Only Harry Levin, sure that Goldberg was a portrait of him, poisoned the Harvard air so that
even now
it is clear that I shall never be invited to speak or read poems there! Actually I based Goldberg on a man I saw once at a meeting. It was hard to go back to that book and think about it after so many years. It came out in 1955—so, over thirty years ago!

One day Pat helped me plant a few bulbs and as it is warm and sunny I may put some in this afternoon after she goes. It was great fun to work together in the garden, but for the last two days it has rained—in a way soothing days, after all the brilliance. Nostalgic autumn days—I enjoyed them.
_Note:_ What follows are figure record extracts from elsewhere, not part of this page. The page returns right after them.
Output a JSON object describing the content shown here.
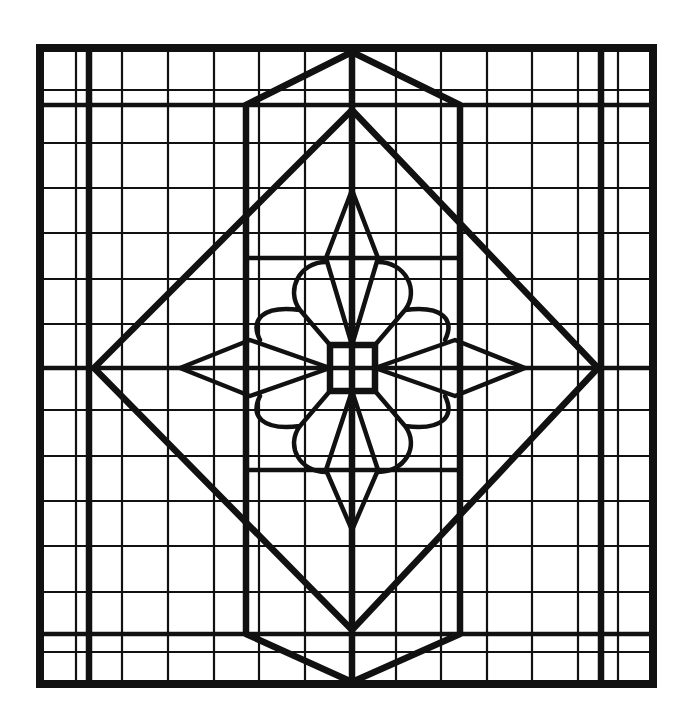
{
  "figure": {
    "title": "",
    "colors": {
      "lead": "#111111",
      "glass": "#ffffff"
    }
  },
  "design": {
    "frame": {
      "x": 40,
      "y": 48,
      "w": 613,
      "h": 636
    },
    "grid_x": [
      76,
      122,
      168,
      214,
      259,
      305,
      396,
      441,
      487,
      532,
      578,
      618
    ],
    "grid_y": [
      90,
      143,
      188,
      233,
      279,
      324,
      410,
      456,
      501,
      546,
      592,
      652
    ],
    "bold_x": [
      89,
      601
    ],
    "bold_y": [
      105,
      368,
      634
    ],
    "center": {
      "x": 352,
      "y": 368
    },
    "center_square": {
      "x": 330,
      "y": 345,
      "size": 45
    }
  }
}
Day after tomorrow the drive to Orono.

Saturday, November 1

The trip to Orono turned out to be a wonderful time, the two four-hour drives there on Thursday and back on Friday were a great rest. I rejoiced and drank in fields and woods, happy to be away from the over-inhabited shore and into rural country where I even saw a herd of goats, as well as cows and many black-and-white steers. After two hours I was in “the country of the pointed firs” with all kinds of firs as well as the white pines that dominate the scene in York. The tall elegant firs pointing so high always move me. It was a clear, gold day—no wind—and the farther north I drove the fewer leaves remained. Most of us never realize anything about this huge inner Maine, the sense of space, and wilderness—of course interrupted by the huge mall at Bangor where I stopped and bought some Christmas wrappings. It all felt like a holiday.